In the later 1970s, Cheney was elected to Congress from his native Wyoming and Pelosi became the Democratic Party chair for Northern California. In the 1980s, Cheney moved up into the inner circle of GOP leadership in the House. Pelosi became the party chair for California and a member of the Democratic National Committee, jobs that would accommodate the five children she still had at home.
When her youngest entered high school, Pelosi ran in a special election for a vacant seat and joined Cheney in Congress. That was in 1987.
The two were members of Congress together for less than two years. Early in 1989, Cheney left to become secretary of defense for President George H.W. Bush. Pelosi stayed in the House, got on the Appropriations and Select Intelligence committees. Cheney flirted with a presidential run in the mid-'90s before settling into a corporate role at Halliburton.
Throughout the decades of the 1970s, 1980s and 1990s, the two could be found on opposite sides of the issues that divided Americans most profoundly: Vietnam, Panama, Nicaragua, nuclear weapons, taxes and defense spending, abortion, gun rights and gay rights, Supreme Court justices and the balance between energy and the environment.
Their careers were steeped in the conflicts of their time. And, in a sense, they are bound together today by their lifelong investment in those conflicts. For 30 years, they have each raised millions of dollars and logged countless air miles for congressional candidates, from safe incumbents to long-shot challengers.
Such labor in the field makes a difference, but it also takes a toll. It can wear even the happiest warrior down until little but warrior remains.
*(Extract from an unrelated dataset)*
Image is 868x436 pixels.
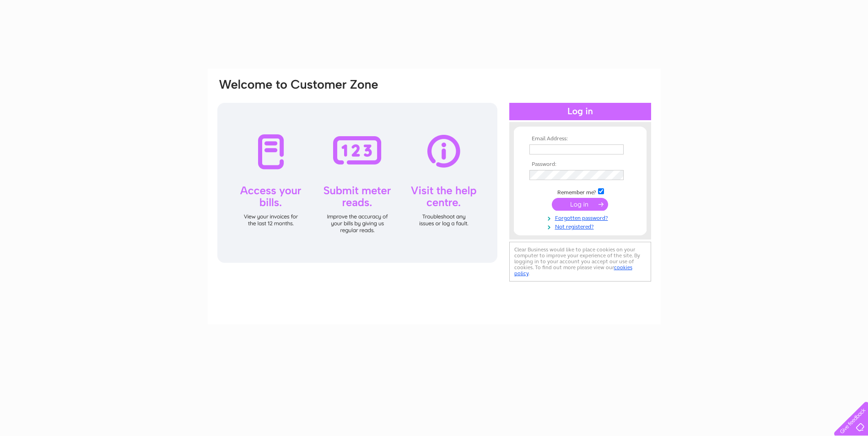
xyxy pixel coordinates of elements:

President Obama has said he wants to open a new epoch in American politics. Throughout his campaign, and in the weeks that followed his election, Obama said he saw nothing to be gained by dwelling on the past. It was remarkable that he said this, in part because his own candidacy was based on opposition to the war in Iraq and other salient elements of the administration of George W. Bush. But he sensed that looking backward would be a distraction from his ambitious plans for the future.
Since his inauguration, of course, President Obama has found it increasingly difficult to maintain this focus. The past rises up on all sides, not just distracting but overwhelming. The torture conundrum, the photos of prisoner abuse, the fate of internees at Guantanamo, the next moves to be made in Iraq and Afghanistan -- all these persist, but the most perplexing is torture.
To some degree, Obama brought the torture issue to a boil himself by releasing in April the legal memos the Bush administration relied on to legitimize its interrogation methods. But his decision to do so reflected a realization that some issues from the past cannot be forgotten.
That is especially true when actors from the past remain so visibly onstage. In Pelosi's case, her role as senior House Democrat on Intelligence in 2002 clings to her. But more important, any culpability she has for what she may have known about torture at the time is magnified by her current elevation. The speaker, as everyone should know by now, stands next in the White House succession after the vice president.
Cheney's prominence is more voluntary. He might have left the capital and kept his own counsel. That's what his former bosses, both Presidents Bush, chose to do. But Cheney, the veteran of all these wars over all these years, cannot bring himself to leave the field.
Judging by recent polls, neither Cheney nor Pelosi has gained much popularity with their efforts to justify their performance in 2002 and 2003. Partisans on either side will defend their own, but watching these two war horses makes the rest of us wonder: What will it take to shake our preoccupation with the past?